As a potential halt in food aid looms, The Dallas Express found that many luxury groceries remain available for purchase with Supplemental Nutrition Assistance Program (SNAP) benefits on Amazon.
Four types of Caviar are SNAP eligible on Amazon.
I googled what the nicer caviars are and most of those did not have a "SNAP eligible" label pic.twitter.com/Is989LshAw
— Cowtown Caller (@CowtownCaller) October 30, 2025
In a review of Amazon’s grocery listings, The Dallas Express discovered that several high-end food items — including Caviar, Lobster, Lump Crab, Kobe Beef, and White Truffle Oil — were labeled as SNAP-eligible, according to product pages on Amazon.
At least one type of wine was listed as "SNAP eligible" on Amazon until The Dallas Express reached out for comment
The designation has since been removed
Wine is supposed to be ineligible for purchase with SNAP pic.twitter.com/j9blsFqwau
— Cowtown Caller (@CowtownCaller) October 30, 2025
Among the listings was a bottle of A to Z Wineworks Oregon Pinot Noir, a 750ml red wine, which was marked as eligible for SNAP/EBT purchase. The page stated the wine contained 13.5% alcohol by volume.
However, the USDA explicitly prohibits the purchase of wine and other alcoholic beverages with SNAP funds, according to the USDA Food and Nutrition Service website.
When The Dallas Express asked Amazon to explain how an alcoholic product became listed as eligible for SNAP, a spokesman responded that the listing was an isolated error and that the company had removed the SNAP eligibility label.
The apparent availability of luxury items under SNAP comes as Texas and several other states move to ban the use of food benefits for soda, candy, and other processed foods starting in 2026, DX reported. Yet few jurisdictions have imposed restrictions on higher-end foods, despite occasional proposals in state legislatures.
A 2016 bill introduced in New York sought to prohibit SNAP users from buying “luxury” or “unhealthy” foods, including high-end steaks and lobster. The lawmaker behind the proposal, Republican Sen. Patty Ritchie, argued that taxpayer-funded programs “help low income consumers make wise and healthy food choices,” per the Christian Science Monitor.

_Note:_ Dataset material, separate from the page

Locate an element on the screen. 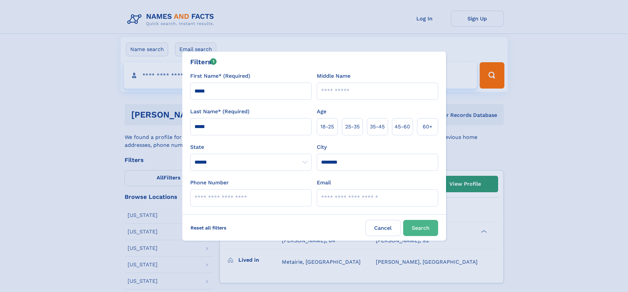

Opponents argued that the law tackled a non-issue. “Our food-stamp system is set up for people that do not have enough access to food to be able to get food,” Jeremy Saunders, co-executive director of Vocal New York, was quoted by the outlet. “This is a Republican attempt to make it appear that poor people use tax dollars to buy steak and lobster.”
The Senate bill did not pass.
Brookings Institution economist Diane Whitmore Schanzenbach argued restricting SNAP purchases would be difficult to implement and “inefficiently targeted” in testimony before Congress in 2017. She said that proposed bans on items like junk or luxury foods would require classifying countless food products and would “entail substantial administrative costs.”

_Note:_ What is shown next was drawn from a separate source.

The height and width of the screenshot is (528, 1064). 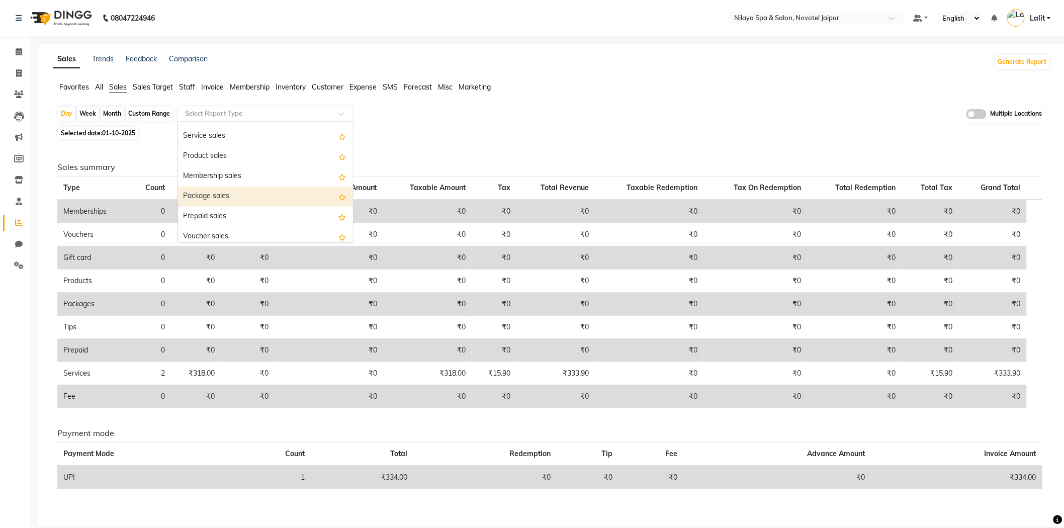 What do you see at coordinates (390, 87) in the screenshot?
I see `span: SMS` at bounding box center [390, 87].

Proponents of restricting junk food eligibility have said that the policy is necessary to protect recipients’ health and avoid later healthcare costs to taxpayers. “If you want to buy a sugary soda — the U.S. taxpayer should not pay for it,” US HHS Secretary Robert F Kennedy previously stated, per DX. “The U.S. taxpayer should not be paying to feed kids foods, the poorest kids in the country, that will give them diabetes.”
While the debate over what SNAP recipients should be allowed to buy continues, data suggest that recipients often struggle to make benefits last. A recent analysis by Numerator found that SNAP households spend an average of $832 per month on groceries, about 20% more than non-SNAP households, but exhaust their benefits before the end of the month in 86% of cases.

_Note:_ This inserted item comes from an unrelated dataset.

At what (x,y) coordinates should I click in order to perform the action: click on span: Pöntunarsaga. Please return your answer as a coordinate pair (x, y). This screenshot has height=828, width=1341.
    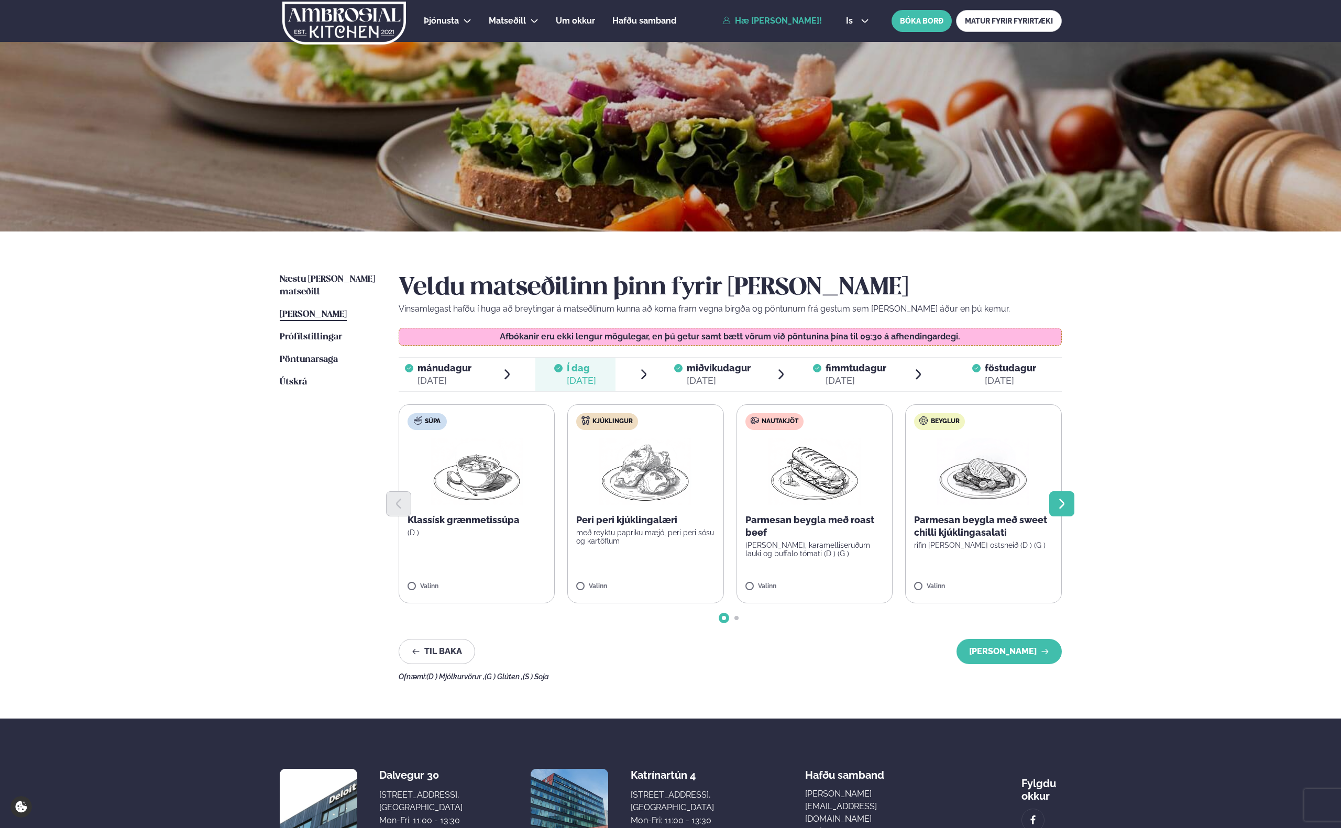
    Looking at the image, I should click on (308, 359).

Not every Texan receiving SNAP may be out of their taxpayer support on November 1. Texas Health and Human Services notes that unused SNAP benefits roll over for up to nine months, after which they are removed from a recipient’s account.
“Benefits you don’t use stay in your account for nine months from the date they are put into your account,” the agency website states.
The Lone Star State also allows recipients to purchase groceries online through services such as AmazonFresh, where the DX review found sample luxury products labeled as “SNAP eligible.”